Aim of the exercise → A single number is required: the count of lines in the records below that contain the word "will".

Segment Open

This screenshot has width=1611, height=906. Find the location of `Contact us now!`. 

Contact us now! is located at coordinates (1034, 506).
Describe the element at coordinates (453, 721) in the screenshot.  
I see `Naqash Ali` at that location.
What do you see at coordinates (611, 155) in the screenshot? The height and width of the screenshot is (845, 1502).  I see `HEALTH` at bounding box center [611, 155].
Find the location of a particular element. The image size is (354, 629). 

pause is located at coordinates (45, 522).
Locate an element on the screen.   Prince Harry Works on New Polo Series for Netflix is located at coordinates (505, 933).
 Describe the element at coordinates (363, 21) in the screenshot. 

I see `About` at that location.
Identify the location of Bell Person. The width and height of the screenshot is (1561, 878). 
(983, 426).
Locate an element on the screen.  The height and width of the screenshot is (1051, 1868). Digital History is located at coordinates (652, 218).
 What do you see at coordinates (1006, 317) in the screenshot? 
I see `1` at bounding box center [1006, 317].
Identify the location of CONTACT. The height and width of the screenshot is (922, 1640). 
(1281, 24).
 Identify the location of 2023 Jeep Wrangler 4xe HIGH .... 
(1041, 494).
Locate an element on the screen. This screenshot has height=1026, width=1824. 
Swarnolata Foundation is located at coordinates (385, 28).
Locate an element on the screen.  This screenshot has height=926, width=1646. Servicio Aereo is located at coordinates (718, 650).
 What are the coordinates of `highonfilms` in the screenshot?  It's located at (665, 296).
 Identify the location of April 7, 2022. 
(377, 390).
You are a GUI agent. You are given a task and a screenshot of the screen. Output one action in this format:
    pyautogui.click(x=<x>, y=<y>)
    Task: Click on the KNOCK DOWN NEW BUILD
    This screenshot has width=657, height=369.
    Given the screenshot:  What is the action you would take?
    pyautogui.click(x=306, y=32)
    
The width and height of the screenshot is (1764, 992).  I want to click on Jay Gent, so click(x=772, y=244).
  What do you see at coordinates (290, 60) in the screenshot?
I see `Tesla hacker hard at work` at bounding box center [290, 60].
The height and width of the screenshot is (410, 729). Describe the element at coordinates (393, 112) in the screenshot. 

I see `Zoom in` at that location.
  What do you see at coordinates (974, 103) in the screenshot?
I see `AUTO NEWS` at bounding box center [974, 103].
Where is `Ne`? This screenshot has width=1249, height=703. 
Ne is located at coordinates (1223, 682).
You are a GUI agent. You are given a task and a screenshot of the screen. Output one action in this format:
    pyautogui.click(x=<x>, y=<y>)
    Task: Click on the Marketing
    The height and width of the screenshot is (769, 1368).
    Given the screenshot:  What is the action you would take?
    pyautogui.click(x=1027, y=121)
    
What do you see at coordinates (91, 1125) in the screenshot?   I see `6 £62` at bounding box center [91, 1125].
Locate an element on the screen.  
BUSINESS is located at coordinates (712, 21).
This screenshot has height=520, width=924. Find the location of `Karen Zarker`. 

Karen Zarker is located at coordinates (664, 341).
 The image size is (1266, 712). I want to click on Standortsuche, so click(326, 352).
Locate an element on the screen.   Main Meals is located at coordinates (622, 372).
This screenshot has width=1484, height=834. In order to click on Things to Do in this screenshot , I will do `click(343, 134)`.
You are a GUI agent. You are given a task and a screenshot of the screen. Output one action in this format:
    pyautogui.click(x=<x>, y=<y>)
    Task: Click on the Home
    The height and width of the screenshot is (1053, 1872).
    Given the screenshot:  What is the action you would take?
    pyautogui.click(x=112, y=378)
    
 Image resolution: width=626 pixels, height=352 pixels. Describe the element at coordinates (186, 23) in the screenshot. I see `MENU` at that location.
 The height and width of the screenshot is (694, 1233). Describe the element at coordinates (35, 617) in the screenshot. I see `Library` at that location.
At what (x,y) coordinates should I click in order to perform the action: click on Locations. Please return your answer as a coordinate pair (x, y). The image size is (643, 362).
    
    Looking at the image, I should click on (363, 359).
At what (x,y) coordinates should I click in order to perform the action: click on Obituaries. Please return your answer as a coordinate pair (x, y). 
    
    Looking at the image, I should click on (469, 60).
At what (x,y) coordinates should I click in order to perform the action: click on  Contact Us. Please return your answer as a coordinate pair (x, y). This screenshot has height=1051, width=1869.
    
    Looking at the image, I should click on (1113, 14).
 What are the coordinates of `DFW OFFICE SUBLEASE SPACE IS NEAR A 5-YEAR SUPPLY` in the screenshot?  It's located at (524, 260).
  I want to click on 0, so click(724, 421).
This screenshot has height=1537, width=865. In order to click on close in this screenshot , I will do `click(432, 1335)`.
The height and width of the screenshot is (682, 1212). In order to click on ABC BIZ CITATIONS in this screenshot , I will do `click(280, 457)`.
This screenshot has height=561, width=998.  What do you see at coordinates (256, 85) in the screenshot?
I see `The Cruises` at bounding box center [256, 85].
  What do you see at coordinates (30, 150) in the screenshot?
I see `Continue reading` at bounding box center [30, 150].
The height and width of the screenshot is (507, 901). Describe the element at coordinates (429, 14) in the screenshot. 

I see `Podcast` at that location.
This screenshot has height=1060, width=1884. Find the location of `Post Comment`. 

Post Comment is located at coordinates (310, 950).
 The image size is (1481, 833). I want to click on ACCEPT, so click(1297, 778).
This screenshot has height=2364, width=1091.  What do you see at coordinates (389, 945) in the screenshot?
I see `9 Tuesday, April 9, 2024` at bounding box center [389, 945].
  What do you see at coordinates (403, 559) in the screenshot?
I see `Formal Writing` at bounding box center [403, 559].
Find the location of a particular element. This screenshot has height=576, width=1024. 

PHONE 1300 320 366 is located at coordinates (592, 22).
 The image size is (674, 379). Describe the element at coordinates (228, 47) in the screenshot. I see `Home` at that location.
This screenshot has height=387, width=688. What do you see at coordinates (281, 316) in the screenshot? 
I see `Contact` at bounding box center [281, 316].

Segment Closed

Answer → 3